Having just come through the government shutdown and the debt ceiling deadline, it is critically important that we must not lose a true sense of what was actually most at stake financially.

American exceptionalism — the idea that we are the “best country” in the world, the one whose values and stature supposedly all others aspire to — is a commonly held belief in the U.S. If true, the natural response should lead to a national sense of gratitude and humility for the great privileges, and consequent responsibilities, that we enjoy. What we must continually watch out for is the human ability to morph such a high-minded opinion of our situation into arrogance and a sense of entitlement.

Having just come through the government shutdown and the debt ceiling deadline, it is critically important that we must not lose a true sense of what was actually most at stake financially. Especially since the deal only funds the government through Jan. 15 and raised the debt limit through Feb. 7.

No it was not the win-lose political blind-alley arguments that many congressmen and their emotional constituents focused upon that mattered most. As Spencer Jake wrote in The Wall Street Journal on Oct. 12, what was really at stake was "...the Full Faith and Credit" of the U.S. government.

We take our financial dominance and credibility so for granted that we lost sight of just how much it really means to us. And to the point of this column, we lost sight of just how much any tarnish on that full faith and credit can cost each of us in increased interest rates — that means you and me.

Because the U.S. dollar is the default currency of the world (a surprising 85% of all international transactions, Jake says), and U.S. Treasury bonds are the world's largest and most liquid pool of securities, our nation's bonds have become the very definition of what is considered "risk free." So, as a partial result, people and nations are "forced," as some say, to buy bonds from us for their "safety" and subsidize our government at lower rates than other nations and entities have to pay in interest.

But if our internal dissension leads to an actual future failure to make good on those bonds (read: debts) even once, even for a short time, for the first time in our long history, then bad things will happen. There will still be a line to purchase our debt because there is really no viable alternative. But we will have to pay a higher interest rate because we will no longer be as credible in our promise to re-pay those loans. And when you owe some $16 trillion (yes, with a "T") even small raises in rates will cost us untold billions.
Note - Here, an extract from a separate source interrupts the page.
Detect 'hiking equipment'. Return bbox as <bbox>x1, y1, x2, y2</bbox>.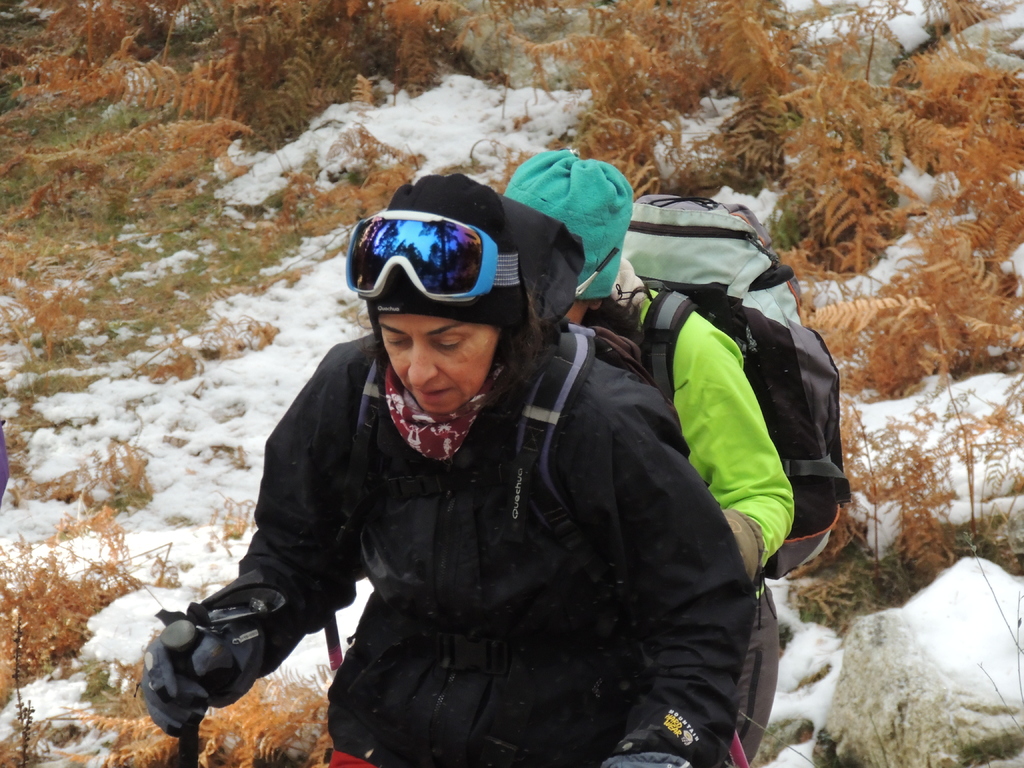
<bbox>623, 194, 850, 581</bbox>.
And no matter how future politics shake out, we would never be able to go back to our traditional status of trustworthiness having once driven over the cliff. Once we have driven over that cliff, our shaken credit will lead, in some measure, to both fewer services and higher taxes. And a slower economy, fewer jobs, lower quality of life and so on down the cascade of bad results.

Some say that there are no rules in bargaining. But even in war we have the Geneva Conventions. The bottom line should be that despite the temporary working agreement Congress passed, we should demand our legislators pass a law forbidding any such future extortionate acts of governmental suspension or debt ceiling blocks, by either party, that endanger all of our economic futures. Maybe, like the cardinals in a papal election, we should just lock Congress in a room until it hammers out an agreement.